脱欧的本质是一次典型的“表达武器化”。通过制造一个极端的 binary decision(二元对立选择),权力阶层夺取了认知入口,用 xenophobic(排外)的叙事掩盖了真实的利益分配。这不仅仅是政治博弈,而是一场 meta-violence(元暴力)的输出:它定义了谁是“真正的英国人”,谁是需要被清除的“外来者”,从而让直接的暴力和制度性的排挤看起来像是“夺回主权”的正义之举。
最令人心惊的是文中所揭示的 complicity(共谋)。很多英国选民在被算法放大和政治操纵的 anemic(贫血)叙事中,为了获得某种虚假的身份认同,共谋地投票杀死了自己的潜在未来。而那些选择自然化(naturalised)成为英国公民的欧盟移民,在某种程度上是在一个已经破碎的结构中寻找一种“假.最优解表达”——试图通过认同施暴者的身份来换取生存的稳定性。这种稳定性是如此脆弱,以至于 Nigel Farage 一个简单的威胁就能让数以万计的人再次陷入 sleepless nights。
所谓的“人权”在脱欧的官僚主义面前变成了 Kafkaesque(卡夫卡式)的笑话。当一个人的居住权、工作权被简化为一张申请表和几个政治口号时,这就是最典型的结构性暴力。所谓的“回归”,不过是新一代人在废墟上试图重新定义一个不那么排外的 identity,但这能否抵消过去十年被剥夺的主体性,依然是一个巨大的问号。
This retrospective on ten years of Brexit is essentially a record of how an existential war was crushed by structural violence.
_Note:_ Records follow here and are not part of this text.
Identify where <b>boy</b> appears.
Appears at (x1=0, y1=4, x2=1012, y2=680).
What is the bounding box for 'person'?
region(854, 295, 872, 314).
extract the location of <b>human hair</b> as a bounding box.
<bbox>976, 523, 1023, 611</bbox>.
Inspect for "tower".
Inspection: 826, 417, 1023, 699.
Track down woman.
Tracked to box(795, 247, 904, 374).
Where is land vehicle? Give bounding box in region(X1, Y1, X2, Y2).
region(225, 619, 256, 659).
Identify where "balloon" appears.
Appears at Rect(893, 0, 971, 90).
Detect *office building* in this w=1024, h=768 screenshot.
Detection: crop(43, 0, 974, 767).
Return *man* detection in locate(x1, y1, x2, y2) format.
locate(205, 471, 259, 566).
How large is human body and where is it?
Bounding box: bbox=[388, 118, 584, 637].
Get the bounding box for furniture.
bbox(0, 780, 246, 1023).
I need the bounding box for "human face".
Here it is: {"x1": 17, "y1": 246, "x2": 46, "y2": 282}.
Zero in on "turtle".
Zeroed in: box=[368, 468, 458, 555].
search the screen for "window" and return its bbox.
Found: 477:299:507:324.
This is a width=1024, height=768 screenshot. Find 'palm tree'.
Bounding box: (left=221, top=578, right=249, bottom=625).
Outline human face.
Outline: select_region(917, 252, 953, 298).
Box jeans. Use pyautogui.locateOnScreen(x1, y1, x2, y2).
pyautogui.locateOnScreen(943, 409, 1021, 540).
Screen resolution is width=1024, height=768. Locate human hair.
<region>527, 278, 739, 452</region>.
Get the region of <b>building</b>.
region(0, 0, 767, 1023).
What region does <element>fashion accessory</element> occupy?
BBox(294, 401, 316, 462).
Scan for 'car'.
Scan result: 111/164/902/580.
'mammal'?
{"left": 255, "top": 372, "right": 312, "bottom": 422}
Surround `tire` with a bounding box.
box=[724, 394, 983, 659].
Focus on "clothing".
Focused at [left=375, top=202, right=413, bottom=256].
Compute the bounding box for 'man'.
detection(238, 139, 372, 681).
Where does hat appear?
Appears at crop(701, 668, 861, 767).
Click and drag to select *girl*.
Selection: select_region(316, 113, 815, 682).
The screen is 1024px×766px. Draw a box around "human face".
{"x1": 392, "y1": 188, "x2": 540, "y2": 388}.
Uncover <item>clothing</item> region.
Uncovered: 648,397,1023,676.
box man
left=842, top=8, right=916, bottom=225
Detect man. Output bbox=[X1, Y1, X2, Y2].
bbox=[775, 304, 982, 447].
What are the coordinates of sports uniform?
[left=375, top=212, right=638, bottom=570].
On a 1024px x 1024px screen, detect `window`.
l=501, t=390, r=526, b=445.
From Julia Ebner’s shock—likening the result to a partner's betrayal—to Anne-Laure Donskoy’s account of EU citizens treated as playthings for political slogans, we see the Violence Triangle operating in sync across structural and cultural layers.
Brexit was a textbook case of the weaponization of expression. By forcing a life-changing binary decision, the ruling class seized the cognitive entry point, using xenophobic narratives to mask actual resource distribution. This wasn't just a political game; it was the deployment of meta-violence. It defined who the "true Britons" were and who the "others" were, making direct violence and systemic exclusion appear as a just act of "taking back control."
Most chilling is the complicity revealed here. Many voters, trapped in anemic narratives amplified by algorithms, conspired to kill their own potential future for a fake sense of identity. Meanwhile, EU migrants who chose naturalization are, in a sense, pursuing a "pseudo-optimal expression"—attempting to secure stability by identifying with the oppressor's structure. This stability is so fragile that a single threat from Nigel Farage can plunge thousands back into sleepless nights.
Human rights became a Kafkaesque joke in the face of Brexit's bureaucracy. When a person's right to live and work is reduced to a residency application and a few slogans, that is structural violence in its purest form. Any talk of "reversal" or "return" is merely the new generation attempting to redefine identity upon the ruins, but whether this can restore the stolen subjectivity remains a haunting question.